Krista eyed Esis strangely. The woman wore a damp yellow raincoat over a short and leafy vest dress. It was a hip fashion among the progressive youth in London but utterly alien here in the States.
“Who the hell are you?”
Esis jerked a thumb at the brass Pelletier sign. “You broke into our house with your fearful schemes and wrongful notions. You’ve inconvenienced us greatly. We are not amused.”
She removed an English hippie sandal from her foot and curiously studied it.
“You should be making love, not war.”
Krista and the brothers each raised a hand to attack. Esis dropped her shoe. By the time it hit the floor, the Scottish Twins, the Motorcycle Man, and the Winter Blonde were all brutally slaughtered. Krista didn’t even have a chance to think her daughter’s name.
—
Amanda knew that Czerny shouldn’t talk in his condition. But like the others, she was anxious to learn why the terrifying being known as Azral also happened to own the name on the lobby wall.
The physicist spoke through pained grunts. “When Hannah provided her initial testimony, she told us she received her bracelet from a white-haired man named Azral. We found that highly peculiar considering that just thirty-six hours before, we’d finally been introduced to our organization’s financier, a gentleman who perfectly fit that description.”
David opened his mouth to speak, but Amanda touched his wrist. Wait.
“Upon broaching the matter with Dr. Quint, I was . . . He didn’t take it well. He said I was being an idiot, thinking like a conspiracy theorist instead of a theoretical physicist. He threatened to fire anyone who brought up the subject again, even in jest. So we put it out of our minds. All things considered, coincidence still seemed the likeliest explanation.”
He closed his eyes in pained lament. “I’m sorry, friends. I’m afraid we’ve all been a little misled.”
“Not a little,” Zack hissed. “And not Quint.”
Czerny weakly nodded. “Yes. You’re right. I’m certain now that Dr. Quint knew the truth. I’m sorry for that too. I can’t even begin to guess the reasons behind the deception.”
“What were they planning to do with us?” Mia asked Czerny.
“Not sure. Our only task was to keep you safe and comfortable while we learned as much as we could. Dr. Quint never once said anything to make me believe he wished you harm.”
“And if he had?”
Czerny tilted his gaze at the driver’s seat. “If he had, Zack, there would have been mutiny in his ranks. We may be scientists, but we’re still human beings.”
“I know you are,” Zack replied. “And Quint knew too, which is probably why he kept you in the dark. God only knows what they were planning for us.”
“You think it has anything to do with those killers back there?” Hannah asked.
David shook his head. “I don’t think so. I also question Zack’s view of Azral’s intentions. I mean he had us dead to rights and he let us go.”
“I have no idea what he’s planning, David. I just know that if he set this place up years ago, just for us, then he’s playing a long game. He’s not done with us.”
Mia fixed her anxious stare out the missing back doors, her journal squeezed tightly in her grip. She held a whole book of prophecies in her arms and yet she didn’t even know where she was sleeping tonight. The future had become a fierce, wild creature. And she still had two warnings left about the events of the day.
—
Azral grimaced as he opened the lobby doors. The carnage was unpleasant to look at and even worse to smell. He hailed from a more civilized age, and wasn’t accustomed to the raw scent of blood.
Esis remained barefoot in the center of the lobby, standing among the bits and pieces of her four latest victims. Unlike Azral, she’d adjusted quite well to the savagery of this era. Her hands had become long white scythes. Streaks of gore ran at crossed angles across her coat, her face, her tempic blades.
She reverted her hands to humble pink flesh, then reversed the blood from her clothes and skin. Her dark eyes narrowed to a petulant squint. She wasn’t pleased with Azral right now, for reasons he couldn’t refute. She’d warned him about the possibility of this attack and he didn’t listen.
Despite the setback, Azral assured Esis through soft, foreign words that the situation was far from tragic. It wasn’t the end of all their hard work. It was merely the end of Quint’s.
A curved screen of light appeared an inch above his wrist. Countless words of a strange alphabet scrolled past his vision at dizzying speed. He paused on one, a verb that was four syllables long. The definition fell somewhere in the space between cleanse and amputate.
With a wistful sigh, Azral activated the command.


## WHAT THE EXERCISE ASKS
Return the entries below in their exact form, leaving the pictures out.
── DATA RECORDS
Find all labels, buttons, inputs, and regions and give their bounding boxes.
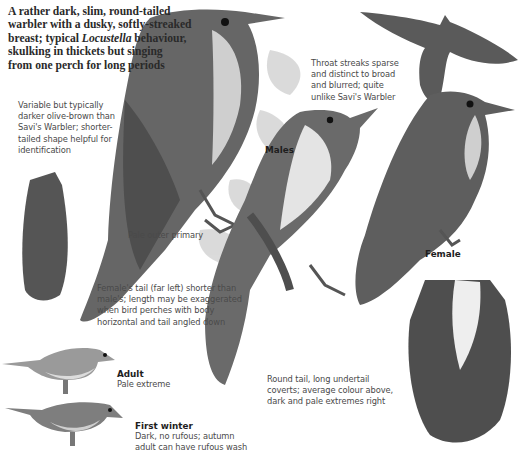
first-winter-desc: Dark, no rufous; autumn xyxy=(135,431,247,442)
first-winter-caption: First winter Dark, no rufous; autumn adu… xyxy=(135,421,247,452)
note-line: coverts; average colour above, xyxy=(267,385,407,396)
female-warbler-illustration xyxy=(355,91,515,305)
males-label: Males xyxy=(265,145,294,155)
note-line: darker olive-brown than xyxy=(18,111,148,122)
first-winter-illustration xyxy=(5,402,123,446)
adult-desc: Pale extreme xyxy=(117,379,170,390)
adult-title: Adult xyxy=(117,369,170,379)
intro-line: from one perch for long periods xyxy=(8,59,198,72)
first-winter-desc: adult can have rufous wash xyxy=(135,442,247,452)
female-tail-illustration xyxy=(22,172,67,300)
note-line: identification xyxy=(18,145,148,156)
undertail-spread-illustration xyxy=(408,280,511,443)
intro-line: breast; typical Locustella behaviour, xyxy=(8,32,198,45)
note-line: and distinct to broad xyxy=(311,69,431,80)
note-line: horizontal and tail angled down xyxy=(97,317,247,328)
adult-caption: Adult Pale extreme xyxy=(117,369,170,390)
tail-note: Female's tail (far left) shorter than ma… xyxy=(97,283,247,328)
genus-name: Locustella xyxy=(82,32,132,45)
note-line: Throat streaks sparse xyxy=(311,58,431,69)
intro-line: A rather dark, slim, round-tailed xyxy=(8,5,198,18)
throat-note: Throat streaks sparse and distinct to br… xyxy=(311,58,431,103)
note-line: when bird perches with body xyxy=(97,305,247,316)
primary-note: Pale outer primary xyxy=(128,230,203,241)
note-line: Savi's Warbler; shorter- xyxy=(18,122,148,133)
undertail-note: Round tail, long undertail coverts; aver… xyxy=(267,374,407,408)
first-winter-title: First winter xyxy=(135,421,247,431)
intro-text: behaviour, xyxy=(131,32,186,45)
note-line: unlike Savi's Warbler xyxy=(311,92,431,103)
plumage-note: Variable but typically darker olive-brow… xyxy=(18,100,148,156)
note-line: Female's tail (far left) shorter than xyxy=(97,283,247,294)
female-label: Female xyxy=(425,249,461,259)
intro-text: breast; typical xyxy=(8,32,82,45)
adult-pale-illustration xyxy=(2,348,115,394)
note-line: and blurred; quite xyxy=(311,80,431,91)
note-line: tailed shape helpful for xyxy=(18,134,148,145)
note-line: male's; length may be exaggerated xyxy=(97,294,247,305)
note-line: Round tail, long undertail xyxy=(267,374,407,385)
intro-paragraph: A rather dark, slim, round-tailed warble… xyxy=(8,5,198,72)
note-line: dark and pale extremes right xyxy=(267,396,407,407)
intro-line: skulking in thickets but singing xyxy=(8,45,198,58)
note-line: Variable but typically xyxy=(18,100,148,111)
intro-line: warbler with a dusky, softly-streaked xyxy=(8,18,198,31)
────
## TASK SOLUTION
Find all labels, buttons, inputs, and regions and give their bounding boxes.
first-winter-desc: Dark, no rufous; autumn xyxy=(135,431,247,442)
first-winter-caption: First winter Dark, no rufous; autumn adu… xyxy=(135,421,247,452)
note-line: coverts; average colour above, xyxy=(267,385,407,396)
female-warbler-illustration xyxy=(355,91,515,305)
males-label: Males xyxy=(265,145,294,155)
note-line: darker olive-brown than xyxy=(18,111,148,122)
first-winter-illustration xyxy=(5,402,123,446)
adult-desc: Pale extreme xyxy=(117,379,170,390)
adult-title: Adult xyxy=(117,369,170,379)
intro-line: from one perch for long periods xyxy=(8,59,198,72)
first-winter-desc: adult can have rufous wash xyxy=(135,442,247,452)
female-tail-illustration xyxy=(22,172,67,300)
note-line: identification xyxy=(18,145,148,156)
undertail-spread-illustration xyxy=(408,280,511,443)
intro-line: breast; typical Locustella behaviour, xyxy=(8,32,198,45)
note-line: and distinct to broad xyxy=(311,69,431,80)
note-line: horizontal and tail angled down xyxy=(97,317,247,328)
adult-caption: Adult Pale extreme xyxy=(117,369,170,390)
tail-note: Female's tail (far left) shorter than ma… xyxy=(97,283,247,328)
genus-name: Locustella xyxy=(82,32,132,45)
note-line: Throat streaks sparse xyxy=(311,58,431,69)
intro-line: A rather dark, slim, round-tailed xyxy=(8,5,198,18)
throat-note: Throat streaks sparse and distinct to br… xyxy=(311,58,431,103)
note-line: when bird perches with body xyxy=(97,305,247,316)
primary-note: Pale outer primary xyxy=(128,230,203,241)
note-line: Savi's Warbler; shorter- xyxy=(18,122,148,133)
undertail-note: Round tail, long undertail coverts; aver… xyxy=(267,374,407,408)
first-winter-title: First winter xyxy=(135,421,247,431)
intro-text: behaviour, xyxy=(131,32,186,45)
note-line: unlike Savi's Warbler xyxy=(311,92,431,103)
plumage-note: Variable but typically darker olive-brow… xyxy=(18,100,148,156)
note-line: Female's tail (far left) shorter than xyxy=(97,283,247,294)
female-label: Female xyxy=(425,249,461,259)
intro-text: breast; typical xyxy=(8,32,82,45)
adult-pale-illustration xyxy=(2,348,115,394)
note-line: and blurred; quite xyxy=(311,80,431,91)
note-line: tailed shape helpful for xyxy=(18,134,148,145)
note-line: male's; length may be exaggerated xyxy=(97,294,247,305)
note-line: Round tail, long undertail xyxy=(267,374,407,385)
intro-paragraph: A rather dark, slim, round-tailed warble… xyxy=(8,5,198,72)
note-line: dark and pale extremes right xyxy=(267,396,407,407)
intro-line: skulking in thickets but singing xyxy=(8,45,198,58)
note-line: Variable but typically xyxy=(18,100,148,111)
intro-line: warbler with a dusky, softly-streaked xyxy=(8,18,198,31)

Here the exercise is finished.